Similarly, Deendayal Upadhyay’s integral humanism is put on a par with the philosophy of the Mahatma. It leads Qaiser to quip: “If they want to serve his cause, they should probe his death. Who murdered him, and why?”

Even subaltern history is sought to be altered and viewed through the saffron lens. Earlier this year, chapters on class and caste struggle were deleted from the history books brought out by the National Council of Educational Research and Training (NCERT). Says Qaiser, “Saffronisaiton has been a consistent right-wing ideological assault on education. It is not always a direct attack, but it amounts to the same. For instance, the dropping of chapters on caste and class struggle from the Class 9 history books. They are trying to sweep under the carpet the uncomfortable truth of caste hierarchy and its inherent exploitation of the poor, the so-called low born, the perenially deprived.”

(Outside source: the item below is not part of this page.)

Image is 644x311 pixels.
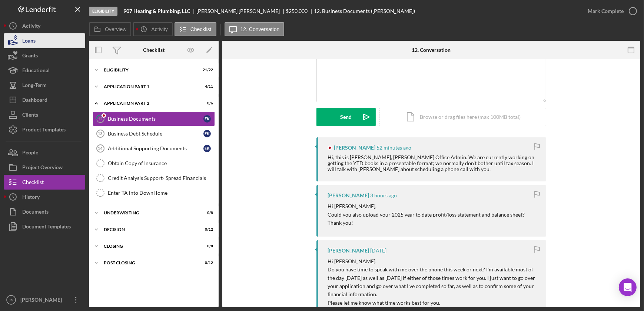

In these times, dark and desultory, Hemu, not Tipu, is projected as a hero, Ranapratap, not Akbar, is shown as the winner. No wonder, BJP leader Mahesh Sharma even had the audacity to say that former President A.P.J. Abdul Kalam “was a nationalist despite being a Muslim”. Clearly, in the saffron mindset, there is only one way of being an Indian. “They are trying to raise the height of some really small people by putting them on a pedestal. It does not work,” says Qaiser.

The BJP’s manifesto in 2014 promised “equality of opportunity—equality in access and success” to all learners, including increasing public spending on education to 6 per cent of the GDP. But its policies action show it has no intention of honouring the promises it made. The 2019 manifesto is expected to be no different.